Play Live Radio
Next Up:
0:00
0:00
0:00 0:00
Available On Air Stations

Corey Dade

Corey Dade is a national correspondent for the NPR Digital News team. With more than 15 years of journalism experience, he writes news analysis about federal policy, national politics, social trends, cultural issues and other topics for NPR.org.

Prior to NPR, Dade served as the Atlanta-based southern politics and economics reporter at The Wall Street Journal for five years. During that time he covered many of the nation's biggest news stories, including the BP oil spill, the Tiger Woods scandal and the 2008 presidential election, having traveled with the Obama and McCain campaigns. He also covered the 2007 Virginia Tech shootings and Hurricane Katrina, which led to a nine-month special assignment in New Orleans.

At the Journal, Dade also told the stories at the intersection of politics, culture and commerce, such as the Obama presidency's potential to reframe race in America and the battle between African-American and Dominican hair salons for control of the billion-dollar black consumer market.

Dade began his reporting career at The Miami Herald, writing about curbside newspaper racks and other controversies roiling the retirement town of Hallandale, Fla., pop. 30,000. He later covered local and state politics at the Detroit Free Press, The Boston Globe and The Atlanta Journal-Constitution.

No stranger to radio, over the years Dade has been a frequent guest commentator and analyst on NPR news, talk and information programs and on several cable TV networks.

As a student at Grambling State University in Louisiana, Dade played football for legendary coach Eddie Robinson. He then transferred to his eventual alma mater, the University of Maryland.

  • The longtime activist hasn't quite overcome the reputation of his early career, but the Rev. Al Sharpton now commands a uniquely powerful platform.
  • The organization's decision to revisit its national ban on openly gay members and leaders next week comes at a time of increased opposition from local scouting groups, a steady decline in membership, and a loss of financial support.
  • A bipartisan plan unveiled Monday to overhaul the U.S. immigration system frames a pitched debate expected in Congress around the areas of border enforcement, a path to citizenship for those already in the country, and the future flow of new arrivals.
  • Activist. Leader. Self-promoter. Shakedown artist. Sharpton has heard all of these claims about him and more over his decades in the public eye. And now, an older and remarkably thinner Sharpton has reinvented himself again, this time as a cable television talk show host.
  • The Republican leadership has installed immigration hawks to chair the House Judiciary Committee and a subcommittee that would be charged with drafting immigration bills. And a veteran Democrat has left another coveted committee to join the judiciary panel and help push through possible changes.
  • Iowa is the latest state to challenge President Obama's immigration policy by denying driver's licenses to young illegal immigrants who receive a temporary reprieve from deportation. Opponents are suing to block such moves, saying they violate federal law.
  • To keep pace with the nation's increasing racial and ethnic diversity, the Census Bureau could change how it asks about identity in the 2020 count.
  • Although President Obama supports setting a path to citizenship for many illegal immigrants, his administration deported a record 1.5 million of them in his first term. With immigration advocates calling for the new Congress to address the issue, the administration says it will now focus on "serious offenders."
  • The coalition of Hispanic lawmakers say new legislation should require illegal immigrants to register with the federal government, undergo a criminal background check, learn English and pay taxes as conditions for obtaining legal status and eventual citizenship.
  • Key Republicans, including House Speaker John Boehner, say it's time to find common ground in revising the nation's immigration laws, but conservatives in the House could be a firewall against a bipartisan deal.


*TASK REQUIREMENTS*.
Show each line of the entries below in which the word "fraction" appears.
▶
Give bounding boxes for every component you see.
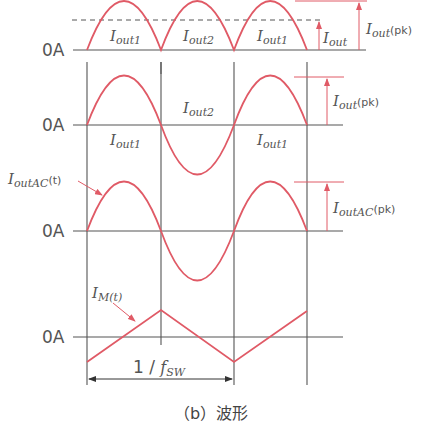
curve-pointer-arrow: [78, 181, 102, 195]
segment-label-iout1: Iout1: [109, 27, 141, 47]
panel-output-ac-current: 0A IoutAC(t) IoutAC(pk): [7, 170, 395, 281]
zero-label: 0A: [42, 221, 65, 241]
segment-label-iout1: Iout1: [256, 27, 288, 47]
triangle-waveform: [87, 310, 307, 362]
peak-current-label: Iout(pk): [332, 92, 379, 112]
waveform-diagram: 0A Iout1 Iout2 Iout1 Iout Iout(pk) 0A Io…: [0, 0, 422, 427]
average-current-label: Iout: [322, 29, 348, 49]
panel-output-current: 0A Iout1 Iout2 Iout1 Iout(pk): [42, 76, 379, 175]
curve-pointer-arrow: [113, 303, 135, 321]
period-label: 1 / fSW: [133, 357, 187, 379]
figure-caption: （b）波形: [174, 404, 248, 423]
zero-label: 0A: [42, 327, 65, 347]
segment-label-iout2: Iout2: [182, 27, 214, 47]
segment-label-iout1: Iout1: [109, 131, 141, 151]
ac-peak-current-label: IoutAC(pk): [332, 199, 395, 219]
zero-label: 0A: [42, 115, 65, 135]
zero-label: 0A: [42, 40, 65, 60]
im-curve-label: IM(t): [91, 284, 122, 304]
segment-label-iout1: Iout1: [256, 131, 288, 151]
ioutac-curve-label: IoutAC(t): [7, 170, 61, 190]
segment-label-iout2: Iout2: [182, 99, 214, 119]
panel-rectified-output-current: 0A Iout1 Iout2 Iout1 Iout Iout(pk): [42, 1, 412, 60]
peak-current-label: Iout(pk): [365, 20, 412, 40]
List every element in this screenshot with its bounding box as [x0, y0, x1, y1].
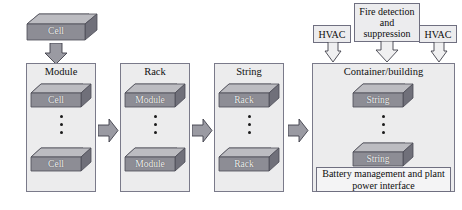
arrow-fire-to-container [375, 41, 399, 63]
container-top-block: String [353, 82, 413, 112]
hvac-left-label: HVAC [318, 29, 345, 40]
string-bottom-block: Rack [219, 146, 279, 176]
container-ellipsis [377, 115, 389, 134]
diagram-canvas: Cell Module Cell Cell [0, 0, 462, 210]
arrow-hvac-right-to-container [430, 42, 448, 63]
arrow-module-to-rack [98, 118, 119, 143]
fire-detection-box: Fire detection and suppression [354, 3, 420, 42]
arrow-string-to-container [288, 118, 309, 143]
hvac-right-box: HVAC [419, 25, 457, 43]
fire-detection-label: Fire detection and suppression [357, 6, 417, 39]
string-ellipsis [243, 115, 255, 134]
arrow-cell-to-module [44, 43, 68, 65]
hvac-right-label: HVAC [424, 29, 451, 40]
battery-management-label: Battery management and plant power inter… [319, 168, 448, 191]
source-block-cell: Cell [27, 12, 97, 46]
panel-container-title: Container/building [312, 66, 455, 78]
arrow-hvac-left-to-container [324, 42, 342, 63]
string-top-block: Rack [219, 82, 279, 112]
battery-management-strip: Battery management and plant power inter… [316, 167, 451, 192]
rack-top-block: Module [125, 82, 185, 112]
hvac-left-box: HVAC [313, 25, 351, 43]
panel-module-title: Module [26, 66, 96, 78]
panel-rack-title: Rack [120, 66, 190, 78]
cell-3d-shape [27, 12, 97, 46]
arrow-rack-to-string [192, 118, 213, 143]
module-bottom-block: Cell [31, 146, 91, 176]
rack-ellipsis [149, 115, 161, 134]
panel-string-title: String [214, 66, 284, 78]
module-ellipsis [55, 115, 67, 134]
module-top-block: Cell [31, 82, 91, 112]
rack-bottom-block: Module [125, 146, 185, 176]
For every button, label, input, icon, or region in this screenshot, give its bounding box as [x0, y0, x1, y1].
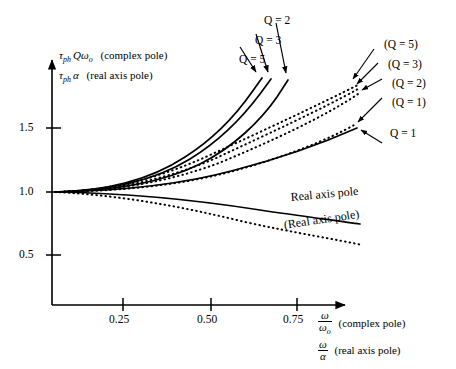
- leader-arrow-solid-q1: [361, 130, 382, 143]
- y-axis-label-complex-pole: τph Qωo (complex pole): [59, 50, 167, 65]
- annotation-solid-q3: Q = 3: [255, 34, 281, 46]
- x-axis-label-complex-pole: ω ωo (complex pole): [318, 311, 405, 337]
- y-axis-label-real-pole: τph α (real axis pole): [59, 70, 153, 85]
- annotation-dotted-q5: (Q = 5): [384, 38, 418, 50]
- leader-arrow-dotted-q2: [362, 79, 382, 90]
- annotation-dotted-q1: (Q = 1): [392, 96, 426, 108]
- leader-arrow-dotted-q5: [353, 49, 374, 79]
- leader-arrow-q2: [276, 23, 286, 73]
- x-axis-fraction-complex: ω ωo: [318, 310, 332, 336]
- x-tick-label-0.25: 0.25: [109, 313, 129, 325]
- axis-lines: [52, 60, 345, 305]
- leader-arrow-dotted-q3: [357, 63, 378, 84]
- x-axis-frac1-denominator: ωo: [318, 321, 332, 336]
- annotation-solid-q2: Q = 2: [264, 14, 290, 26]
- curve-solid-q3: [55, 79, 271, 192]
- y-axis-label-real-pole-text: (real axis pole): [87, 69, 153, 81]
- phase-delay-chart-figure: τph Qωo (complex pole) τph α (real axis …: [0, 0, 456, 369]
- leader-arrow-dotted-q1: [358, 98, 382, 122]
- annotation-dotted-q3: (Q = 3): [388, 58, 422, 70]
- x-tick-label-0.50: 0.50: [197, 313, 217, 325]
- y-tick-label-1.0: 1.0: [19, 185, 33, 197]
- x-axis-frac1-numerator: ω: [318, 310, 332, 321]
- leader-arrows-right: [353, 49, 382, 143]
- annotation-solid-q1: Q = 1: [390, 127, 416, 139]
- x-axis-label-real-pole-text: (real axis pole): [335, 344, 401, 356]
- y-tick-label-1.5: 1.5: [19, 121, 33, 133]
- curve-dotted-q1: [55, 124, 356, 192]
- y-tick-label-0.5: 0.5: [19, 248, 33, 260]
- curve-dotted-q5: [55, 85, 358, 192]
- leader-arrows-top: [240, 23, 286, 73]
- x-tick-label-0.75: 0.75: [283, 313, 303, 325]
- x-axis-frac2-denominator: α: [318, 350, 328, 362]
- annotation-dotted-q2: (Q = 2): [392, 77, 426, 89]
- x-axis-fraction-real: ω α: [318, 339, 328, 362]
- y-axis-label-complex-pole-text: (complex pole): [100, 49, 167, 61]
- x-axis-frac2-numerator: ω: [318, 339, 328, 350]
- dotted-rising-curves: [55, 85, 358, 192]
- x-axis-label-complex-pole-text: (complex pole): [338, 317, 405, 329]
- annotation-solid-q5: Q = 5: [239, 53, 265, 65]
- x-axis-label-real-pole: ω α (real axis pole): [318, 340, 401, 363]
◀
*WRITTEN ANSWER*.
- x-axis-fraction-complex: ω ωo: [318, 310, 332, 336]
- x-axis-fraction-real: ω α: [318, 339, 328, 362]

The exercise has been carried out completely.